January 23, 1973: Alexander Onassis, son of Aristotle, tragically dies at the tender age of 24

Alexander Onassis Aristotle Onassis

Alexander Socrates Onassis, the New York City-born son of Aristotle Onassis, was born on April 30, 1948 but tragically died at the young age of 24 on January 23, 1973 in Athens. The American-born businessman was the son of the Greek shipping magnate Aristotle Onassis and his first wife Tina Livanos.

Alexander was named after his father's uncle, who was hanged by a Turkish military tribunal during their sacking of Smyrna in September 1922.

He and his sister Christina Onassis were upset by his father's marriage to Jacqueline Kennedy, and he was credited with attempting to improve the relationship between his father and Stavros Niarchos.

The young Onassis was not formally educated and worked for several years for his father at his headquarters in Monaco. Alexander earned a modest salary of $12,000 working for his father despite his father's great wealth.

Alexander was not an enthusiastic employee. A fellow employee said that he seemed in no "great hurry to prove himself an Onassis." Onassis also described himself as never having spent a day not "intimidated by the old man's wealth."

Alexander Onassis, Aristotle Onassis, Onassis

The relationship between him and his father experienced tensions as a result of his secret relationship with British model Fiona Campbell-Walter, former wife of Hans Heinrich, Baron Thyssen-Bornemisza de Kászon.

He was later appointed the head of Olympic Aviation, a Greek regional airline owned by his father.

Alexander had taken his first flying lesson in 1967 and had accrued 1,500 flying hours by the time of his death. His poor eyesight meant that he could not hold an air transport license, but could possess an air commercial license, allowing him to fly light planes and air taxis for emergency medical cases.

He tragically died on January 23, 1973, at the age of 24, from injuries sustained the previous day when his personal Piaggio P.136L-2 amphibious airplane, in which he was a passenger, crashed at Hellinikon International Airport in Athens. Alexander was instructing a potential new pilot of the plane, Donald McCusker, at the time of the crash, in his role as President of Olympic Aviation.

Alexander and McCusker were accompanied by Donald McGregor, Onassis's regular pilot, who was recovering from an eye infection. A few seconds after takeoff from runway 33, the plane's right wing dropped and stayed down, and the plane crashed shortly after losing balance, in a flight lasting no more than 15 seconds.

McCusker and the other pilot both suffered serious injuries in the crash. The trio had planned to practice amphibious landings between the Saronic Gulf islands of Aegina and Poros after takeoff.

The day after the crash, Alexander's father and stepmother arrived from New York at the hospital where Alexander was being treated. The couple were accompanied by an American neurosurgeon. Alexander's mother arrived from Switzerland with her husband, Stavros Niarchos.

Alexander Onassis & Odile Rubirosa

Aristotle had also flown the English neurosurgeon Alan Richardson from London to Athens, but Richardson later told Onassis that Alexander had no chance of surviving his injuries.

Aristotle Onassis considered having his son's body cryogenically frozen with the Life Extension Society, but was persuaded against it, and he was embalmed by Desmond Henley.

Alexander Onassis was buried next to the chapel on his father's private Ionian island of Skorpios.

Reports into the crash by the Greek Air Force, and an independent investigator hired by Onassis, the Englishman Alan Hunter, concluded that it had occurred as a result of the reversing of the aileron connecting cables during the installation of a new control column.

This cause was disputed by McGregor who believed that the wake turbulence from an Air France Boeing 727 that had taken off before them had caused the crash.

Less than a month after Alexander's death, McCusker had manslaughter proceedings initiated against him by the public prosecutor of Athens in connection with the crash. Six people were also charged over Onassis's death in January 1974, with their indictment indicating that faulty controls had been fitted to his plane.

In December 1974, in a paid advertisement, Aristotle Onassis announced his offering of a $1,000,000 reward (equivalent to $5.495 million in 2021) for proof that his son's death had been as a result of "deliberate action" as opposed to the cause of negligence, the conclusion reached by the official inquiry.

All charges relating to the crash were later dropped, and McCusker was awarded $800,000 in 1978 by Olympic Airways, three years after Aristotle Onassis's death.

Onassis had refused to believe that his son's death was an accident, believing it was due to the machinations of the United States Central Intelligence Agency (CIA) and the leader of the Greek military junta, Georgios Papadopoulos.

Alexander's death had a profound effect on his father, who never fully recovered from the loss of his son. Aristotle Onassis sought to sell Olympic Airways after his son's death, and died two years later in March 1975. Onassis was buried alongside his son on Skorpios.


YOUR ASSIGNMENT:
The answer must consist of every line below that holds the word "Distribution".

** Opening EXTRACTED RECORDS block **

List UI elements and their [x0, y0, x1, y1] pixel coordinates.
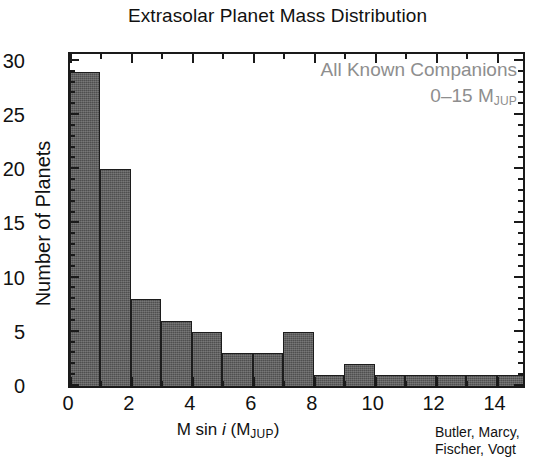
histogram-bar	[283, 332, 313, 386]
histogram-bar	[375, 375, 405, 386]
x-tick-major	[131, 377, 133, 386]
histogram-bar	[161, 321, 191, 386]
chart-title: Extrasolar Planet Mass Distribution	[0, 5, 555, 27]
y-tick-minor-right	[518, 286, 523, 288]
y-tick-minor	[70, 146, 75, 148]
y-tick-minor	[70, 156, 75, 158]
y-tick-minor	[70, 135, 75, 137]
x-tick-major	[314, 377, 316, 386]
y-tick-minor-right	[518, 178, 523, 180]
y-tick-minor	[70, 351, 75, 353]
y-tick-major	[70, 330, 79, 332]
y-axis-label: Number of Planets	[32, 89, 55, 359]
y-tick-label: 20	[0, 158, 25, 181]
x-tick-minor-top	[100, 54, 102, 59]
y-tick-minor-right	[518, 102, 523, 104]
y-tick-minor-right	[518, 254, 523, 256]
y-tick-minor-right	[518, 200, 523, 202]
y-tick-minor-right	[518, 189, 523, 191]
x-tick-major	[375, 377, 377, 386]
histogram-bar	[100, 169, 130, 386]
y-tick-minor-right	[518, 362, 523, 364]
y-tick-major	[70, 59, 79, 61]
x-axis-label-paren-close: )	[274, 420, 280, 439]
y-tick-major-right	[514, 113, 523, 115]
x-tick-major-top	[314, 54, 316, 63]
y-tick-minor-right	[518, 91, 523, 93]
y-tick-minor-right	[518, 341, 523, 343]
x-tick-minor	[222, 381, 224, 386]
credit-line-1: Butler, Marcy,	[435, 424, 545, 441]
y-tick-minor-right	[518, 211, 523, 213]
y-tick-minor	[70, 189, 75, 191]
y-tick-minor	[70, 178, 75, 180]
y-tick-minor	[70, 362, 75, 364]
x-tick-label: 2	[107, 392, 151, 415]
y-tick-major-right	[514, 330, 523, 332]
y-tick-major	[70, 113, 79, 115]
y-tick-label: 25	[0, 104, 25, 127]
x-axis-label: M sin i (MJUP)	[68, 420, 388, 441]
y-tick-major-right	[514, 167, 523, 169]
y-tick-minor-right	[518, 243, 523, 245]
x-tick-minor-top	[222, 54, 224, 59]
x-tick-minor	[344, 381, 346, 386]
histogram-bar	[344, 364, 374, 386]
histogram-bar	[192, 332, 222, 386]
histogram-bar	[405, 375, 435, 386]
y-tick-major	[70, 167, 79, 169]
y-tick-label: 30	[0, 50, 25, 73]
x-tick-major	[253, 377, 255, 386]
x-tick-label: 4	[168, 392, 212, 415]
y-tick-major	[70, 276, 79, 278]
y-tick-minor-right	[518, 70, 523, 72]
x-tick-minor-top	[283, 54, 285, 59]
y-tick-minor	[70, 319, 75, 321]
x-tick-label: 14	[473, 392, 517, 415]
x-tick-major-top	[253, 54, 255, 63]
y-tick-minor-right	[518, 265, 523, 267]
y-tick-major-right	[514, 221, 523, 223]
histogram-bar	[253, 353, 283, 386]
histogram-bar	[314, 375, 344, 386]
histogram-bar	[466, 375, 496, 386]
y-tick-minor-right	[518, 297, 523, 299]
x-tick-minor	[100, 381, 102, 386]
x-tick-label: 12	[412, 392, 456, 415]
y-tick-minor	[70, 102, 75, 104]
x-axis-label-subscript: JUP	[250, 427, 273, 441]
annotation-mass-range: 0–15 MJUP	[321, 84, 517, 109]
y-tick-minor-right	[518, 146, 523, 148]
y-tick-minor	[70, 286, 75, 288]
annotation-mass-range-subscript: JUP	[494, 94, 517, 108]
x-tick-major	[436, 377, 438, 386]
y-tick-major	[70, 221, 79, 223]
x-tick-minor	[283, 381, 285, 386]
y-tick-major-right	[514, 384, 523, 386]
y-tick-minor-right	[518, 124, 523, 126]
y-tick-minor	[70, 265, 75, 267]
y-tick-minor	[70, 254, 75, 256]
credit-line-2: Fischer, Vogt	[435, 441, 545, 458]
y-tick-label: 0	[0, 375, 25, 398]
x-tick-minor	[161, 381, 163, 386]
figure-canvas: Extrasolar Planet Mass Distribution 0246…	[0, 0, 555, 470]
annotation-mass-range-text: 0–15 M	[430, 85, 493, 106]
y-tick-minor-right	[518, 156, 523, 158]
y-tick-minor-right	[518, 135, 523, 137]
x-tick-major	[192, 377, 194, 386]
y-tick-minor	[70, 297, 75, 299]
y-tick-minor	[70, 124, 75, 126]
y-tick-minor	[70, 81, 75, 83]
annotation-block: All Known Companions 0–15 MJUP	[321, 58, 517, 109]
y-tick-minor-right	[518, 81, 523, 83]
y-tick-label: 5	[0, 321, 25, 344]
y-tick-minor	[70, 373, 75, 375]
x-tick-minor-top	[161, 54, 163, 59]
y-tick-major-right	[514, 276, 523, 278]
x-axis-label-paren-open: (M	[226, 420, 251, 439]
x-tick-minor	[405, 381, 407, 386]
histogram-bar	[131, 299, 161, 386]
y-tick-minor-right	[518, 373, 523, 375]
y-tick-label: 15	[0, 212, 25, 235]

** Closing EXTRACTED RECORDS block **

EXERCISE SOLUTION:
chart-title: Extrasolar Planet Mass Distribution	[0, 5, 555, 27]
figure-canvas: Extrasolar Planet Mass Distribution 0246…	[0, 0, 555, 470]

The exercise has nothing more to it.